Efficient Agent Training for Computer Use
Yanheng He, Jiahe Jin, Pengfei Liu
TL;DR
PC Agent-E tackles the data bottleneck in building human-like computer-use agents by starting from a small set of authentic Windows trajectories and enriching them with AI-driven, diverse action decisions via Trajectory Boost. The approach combines Thought Completion with a simple end-to-end ReAct-style training scaffold to produce a high-quality, data-efficient agent trained on 27k augmented instances, achieving a 141% improvement over a strong baseline and surpassing Claude 3.7 Sonnet with thinking on WindowsAgentArena-V2, while demonstrating cross-platform generalization to OSWorld. The creation of WindowsAgentArena-V2 addresses evaluation pitfalls and infeasibilities, enabling fair comparisons. Overall, the work demonstrates that strong computer-use capabilities can be elicited from a compact, high-quality trajectory dataset, highlighting the promise of data-efficient native agent training and paving the way for RL and SFT collaboration in long-horizon GUI tasks.
Abstract
Scaling up high-quality trajectory data has long been a critical bottleneck for developing human-like computer use agents. We introduce PC Agent-E, an efficient agent training framework that significantly reduces reliance on large-scale human demonstrations. Starting with just 312 human-annotated computer use trajectories, we further improved data quality by synthesizing diverse action decisions with Claude 3.7 Sonnet. Trained on these enriched trajectories, our PC Agent-E model achieved a remarkable 141% relative improvement, surpassing the strong Claude 3.7 Sonnet with extended thinking on WindowsAgentArena-V2, an improved benchmark we also released. Furthermore, PC Agent-E demonstrates strong generalizability to different operating systems on OSWorld. Our findings suggest that strong computer use capabilities can be stimulated from a small amount of high-quality trajectory data.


> YOUR GOAL
The records are to be reproduced verbatim.

####################

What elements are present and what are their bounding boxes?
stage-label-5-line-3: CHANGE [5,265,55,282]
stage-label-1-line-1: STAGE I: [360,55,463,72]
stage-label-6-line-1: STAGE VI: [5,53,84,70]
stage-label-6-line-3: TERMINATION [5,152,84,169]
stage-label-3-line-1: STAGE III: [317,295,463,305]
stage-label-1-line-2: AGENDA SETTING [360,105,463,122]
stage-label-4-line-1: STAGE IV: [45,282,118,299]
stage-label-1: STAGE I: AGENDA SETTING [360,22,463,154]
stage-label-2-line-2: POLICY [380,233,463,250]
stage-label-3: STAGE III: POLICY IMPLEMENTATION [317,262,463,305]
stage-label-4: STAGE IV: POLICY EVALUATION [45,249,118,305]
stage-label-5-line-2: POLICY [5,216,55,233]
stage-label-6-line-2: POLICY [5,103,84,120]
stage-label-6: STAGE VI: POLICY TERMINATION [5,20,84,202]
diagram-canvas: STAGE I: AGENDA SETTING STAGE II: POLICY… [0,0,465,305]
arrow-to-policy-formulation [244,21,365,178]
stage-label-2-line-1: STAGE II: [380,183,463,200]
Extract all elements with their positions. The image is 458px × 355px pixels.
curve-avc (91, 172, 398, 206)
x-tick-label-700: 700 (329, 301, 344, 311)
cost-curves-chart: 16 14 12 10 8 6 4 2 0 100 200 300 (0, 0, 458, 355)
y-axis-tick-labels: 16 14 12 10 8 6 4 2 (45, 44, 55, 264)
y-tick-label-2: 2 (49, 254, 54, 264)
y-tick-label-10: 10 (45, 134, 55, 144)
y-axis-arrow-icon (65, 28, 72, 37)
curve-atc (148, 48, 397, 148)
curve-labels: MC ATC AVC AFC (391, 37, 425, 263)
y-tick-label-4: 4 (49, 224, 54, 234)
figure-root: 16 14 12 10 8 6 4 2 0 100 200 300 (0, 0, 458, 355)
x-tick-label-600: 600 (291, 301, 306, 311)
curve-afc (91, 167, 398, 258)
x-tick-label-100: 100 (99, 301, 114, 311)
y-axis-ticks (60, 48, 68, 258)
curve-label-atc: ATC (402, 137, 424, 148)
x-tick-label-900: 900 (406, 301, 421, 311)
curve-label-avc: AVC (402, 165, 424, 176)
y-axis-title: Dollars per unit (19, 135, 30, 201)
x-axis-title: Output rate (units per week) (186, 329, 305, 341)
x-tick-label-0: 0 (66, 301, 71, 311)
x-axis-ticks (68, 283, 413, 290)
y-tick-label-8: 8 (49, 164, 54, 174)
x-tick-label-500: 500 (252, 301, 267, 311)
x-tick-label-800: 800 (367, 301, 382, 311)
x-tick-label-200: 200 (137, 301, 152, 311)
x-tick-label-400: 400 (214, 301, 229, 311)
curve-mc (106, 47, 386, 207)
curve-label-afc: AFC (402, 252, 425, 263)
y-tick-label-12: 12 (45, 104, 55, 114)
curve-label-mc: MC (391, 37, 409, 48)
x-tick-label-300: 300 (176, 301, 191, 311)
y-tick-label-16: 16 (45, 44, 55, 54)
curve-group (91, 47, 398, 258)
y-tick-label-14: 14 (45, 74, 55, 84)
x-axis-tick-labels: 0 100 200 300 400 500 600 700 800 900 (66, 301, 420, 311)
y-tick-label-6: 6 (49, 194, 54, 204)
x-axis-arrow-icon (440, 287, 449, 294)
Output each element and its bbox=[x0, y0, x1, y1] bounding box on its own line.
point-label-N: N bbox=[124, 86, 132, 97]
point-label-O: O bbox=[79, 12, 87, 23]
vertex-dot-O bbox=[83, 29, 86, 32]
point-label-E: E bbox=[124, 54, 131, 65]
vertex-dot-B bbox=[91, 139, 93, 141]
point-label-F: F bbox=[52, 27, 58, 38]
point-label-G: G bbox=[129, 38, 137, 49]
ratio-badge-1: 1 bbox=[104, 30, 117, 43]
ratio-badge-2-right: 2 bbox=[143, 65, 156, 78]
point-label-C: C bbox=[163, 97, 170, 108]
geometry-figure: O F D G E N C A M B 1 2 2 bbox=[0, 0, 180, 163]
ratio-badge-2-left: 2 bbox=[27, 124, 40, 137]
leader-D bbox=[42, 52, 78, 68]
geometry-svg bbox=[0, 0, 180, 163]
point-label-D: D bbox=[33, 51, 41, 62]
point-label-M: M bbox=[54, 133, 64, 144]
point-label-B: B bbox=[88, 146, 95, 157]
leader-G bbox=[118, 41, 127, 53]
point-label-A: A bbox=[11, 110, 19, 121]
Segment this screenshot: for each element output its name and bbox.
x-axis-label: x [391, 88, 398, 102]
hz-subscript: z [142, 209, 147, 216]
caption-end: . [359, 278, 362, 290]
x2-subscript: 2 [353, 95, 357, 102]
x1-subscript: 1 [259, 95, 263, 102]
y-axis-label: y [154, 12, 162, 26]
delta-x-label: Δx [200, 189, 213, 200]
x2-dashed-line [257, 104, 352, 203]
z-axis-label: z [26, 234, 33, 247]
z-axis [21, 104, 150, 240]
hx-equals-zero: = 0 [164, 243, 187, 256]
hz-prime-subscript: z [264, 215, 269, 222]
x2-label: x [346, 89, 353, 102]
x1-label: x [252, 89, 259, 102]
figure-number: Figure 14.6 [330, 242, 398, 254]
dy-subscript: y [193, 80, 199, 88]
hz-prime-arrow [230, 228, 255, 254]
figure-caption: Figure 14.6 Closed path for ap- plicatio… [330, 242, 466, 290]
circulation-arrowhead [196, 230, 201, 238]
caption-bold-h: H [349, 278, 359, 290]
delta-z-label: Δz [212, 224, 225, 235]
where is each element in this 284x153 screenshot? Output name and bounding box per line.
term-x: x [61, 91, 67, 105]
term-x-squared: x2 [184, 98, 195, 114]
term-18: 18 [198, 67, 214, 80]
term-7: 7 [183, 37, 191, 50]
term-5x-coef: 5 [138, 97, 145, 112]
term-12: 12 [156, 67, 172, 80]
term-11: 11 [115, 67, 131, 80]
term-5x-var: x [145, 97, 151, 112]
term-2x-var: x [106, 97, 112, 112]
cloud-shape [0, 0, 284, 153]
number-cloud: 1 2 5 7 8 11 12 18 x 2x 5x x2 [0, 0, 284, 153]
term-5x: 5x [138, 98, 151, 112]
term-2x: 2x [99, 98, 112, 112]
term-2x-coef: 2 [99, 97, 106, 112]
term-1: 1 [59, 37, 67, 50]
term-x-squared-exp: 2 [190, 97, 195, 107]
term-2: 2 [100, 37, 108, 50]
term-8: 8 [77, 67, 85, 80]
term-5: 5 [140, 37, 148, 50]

####################

> SOLUTION TO THIS TASK
What elements are present and what are their bounding boxes?
stage-label-5-line-3: CHANGE [5,265,55,282]
stage-label-1-line-1: STAGE I: [360,55,463,72]
stage-label-6-line-1: STAGE VI: [5,53,84,70]
stage-label-6-line-3: TERMINATION [5,152,84,169]
stage-label-3-line-1: STAGE III: [317,295,463,305]
stage-label-1-line-2: AGENDA SETTING [360,105,463,122]
stage-label-4-line-1: STAGE IV: [45,282,118,299]
stage-label-1: STAGE I: AGENDA SETTING [360,22,463,154]
stage-label-2-line-2: POLICY [380,233,463,250]
stage-label-3: STAGE III: POLICY IMPLEMENTATION [317,262,463,305]
stage-label-4: STAGE IV: POLICY EVALUATION [45,249,118,305]
stage-label-5-line-2: POLICY [5,216,55,233]
stage-label-6-line-2: POLICY [5,103,84,120]
stage-label-6: STAGE VI: POLICY TERMINATION [5,20,84,202]
diagram-canvas: STAGE I: AGENDA SETTING STAGE II: POLICY… [0,0,465,305]
arrow-to-policy-formulation [244,21,365,178]
stage-label-2-line-1: STAGE II: [380,183,463,200]
Extract all elements with their positions. The image is 458px × 355px pixels.
curve-avc (91, 172, 398, 206)
x-tick-label-700: 700 (329, 301, 344, 311)
cost-curves-chart: 16 14 12 10 8 6 4 2 0 100 200 300 (0, 0, 458, 355)
y-axis-tick-labels: 16 14 12 10 8 6 4 2 (45, 44, 55, 264)
y-tick-label-2: 2 (49, 254, 54, 264)
y-tick-label-10: 10 (45, 134, 55, 144)
y-axis-arrow-icon (65, 28, 72, 37)
curve-atc (148, 48, 397, 148)
curve-labels: MC ATC AVC AFC (391, 37, 425, 263)
y-tick-label-4: 4 (49, 224, 54, 234)
figure-root: 16 14 12 10 8 6 4 2 0 100 200 300 (0, 0, 458, 355)
x-tick-label-600: 600 (291, 301, 306, 311)
curve-afc (91, 167, 398, 258)
x-tick-label-100: 100 (99, 301, 114, 311)
y-axis-ticks (60, 48, 68, 258)
curve-label-atc: ATC (402, 137, 424, 148)
x-tick-label-900: 900 (406, 301, 421, 311)
curve-label-avc: AVC (402, 165, 424, 176)
y-axis-title: Dollars per unit (19, 135, 30, 201)
x-axis-title: Output rate (units per week) (186, 329, 305, 341)
x-tick-label-0: 0 (66, 301, 71, 311)
x-axis-ticks (68, 283, 413, 290)
y-tick-label-8: 8 (49, 164, 54, 174)
x-tick-label-500: 500 (252, 301, 267, 311)
x-tick-label-800: 800 (367, 301, 382, 311)
x-tick-label-200: 200 (137, 301, 152, 311)
x-tick-label-400: 400 (214, 301, 229, 311)
curve-mc (106, 47, 386, 207)
curve-label-afc: AFC (402, 252, 425, 263)
y-tick-label-12: 12 (45, 104, 55, 114)
curve-label-mc: MC (391, 37, 409, 48)
x-tick-label-300: 300 (176, 301, 191, 311)
y-tick-label-16: 16 (45, 44, 55, 54)
curve-group (91, 47, 398, 258)
y-tick-label-14: 14 (45, 74, 55, 84)
x-axis-tick-labels: 0 100 200 300 400 500 600 700 800 900 (66, 301, 420, 311)
y-tick-label-6: 6 (49, 194, 54, 204)
x-axis-arrow-icon (440, 287, 449, 294)
Output each element and its bbox=[x0, y0, x1, y1] bounding box on its own line.
point-label-N: N bbox=[124, 86, 132, 97]
point-label-O: O bbox=[79, 12, 87, 23]
vertex-dot-O bbox=[83, 29, 86, 32]
point-label-E: E bbox=[124, 54, 131, 65]
vertex-dot-B bbox=[91, 139, 93, 141]
point-label-F: F bbox=[52, 27, 58, 38]
point-label-G: G bbox=[129, 38, 137, 49]
ratio-badge-1: 1 bbox=[104, 30, 117, 43]
ratio-badge-2-right: 2 bbox=[143, 65, 156, 78]
point-label-C: C bbox=[163, 97, 170, 108]
geometry-figure: O F D G E N C A M B 1 2 2 bbox=[0, 0, 180, 163]
ratio-badge-2-left: 2 bbox=[27, 124, 40, 137]
leader-D bbox=[42, 52, 78, 68]
geometry-svg bbox=[0, 0, 180, 163]
point-label-D: D bbox=[33, 51, 41, 62]
point-label-M: M bbox=[54, 133, 64, 144]
point-label-B: B bbox=[88, 146, 95, 157]
leader-G bbox=[118, 41, 127, 53]
point-label-A: A bbox=[11, 110, 19, 121]
Segment this screenshot: for each element output its name and bbox.
x-axis-label: x [391, 88, 398, 102]
hz-subscript: z [142, 209, 147, 216]
caption-end: . [359, 278, 362, 290]
x2-subscript: 2 [353, 95, 357, 102]
x1-subscript: 1 [259, 95, 263, 102]
y-axis-label: y [154, 12, 162, 26]
delta-x-label: Δx [200, 189, 213, 200]
x2-dashed-line [257, 104, 352, 203]
z-axis-label: z [26, 234, 33, 247]
z-axis [21, 104, 150, 240]
hx-equals-zero: = 0 [164, 243, 187, 256]
hz-prime-subscript: z [264, 215, 269, 222]
x2-label: x [346, 89, 353, 102]
x1-label: x [252, 89, 259, 102]
figure-number: Figure 14.6 [330, 242, 398, 254]
dy-subscript: y [193, 80, 199, 88]
hz-prime-arrow [230, 228, 255, 254]
figure-caption: Figure 14.6 Closed path for ap- plicatio… [330, 242, 466, 290]
circulation-arrowhead [196, 230, 201, 238]
caption-bold-h: H [349, 278, 359, 290]
delta-z-label: Δz [212, 224, 225, 235]
where is each element in this 284x153 screenshot? Output name and bounding box per line.
term-x: x [61, 91, 67, 105]
term-x-squared: x2 [184, 98, 195, 114]
term-18: 18 [198, 67, 214, 80]
term-7: 7 [183, 37, 191, 50]
term-5x-coef: 5 [138, 97, 145, 112]
term-12: 12 [156, 67, 172, 80]
term-11: 11 [115, 67, 131, 80]
term-5x-var: x [145, 97, 151, 112]
term-2x-var: x [106, 97, 112, 112]
cloud-shape [0, 0, 284, 153]
number-cloud: 1 2 5 7 8 11 12 18 x 2x 5x x2 [0, 0, 284, 153]
term-5x: 5x [138, 98, 151, 112]
term-2x: 2x [99, 98, 112, 112]
term-2x-coef: 2 [99, 97, 106, 112]
term-1: 1 [59, 37, 67, 50]
term-x-squared-exp: 2 [190, 97, 195, 107]
term-2: 2 [100, 37, 108, 50]
term-8: 8 [77, 67, 85, 80]
term-5: 5 [140, 37, 148, 50]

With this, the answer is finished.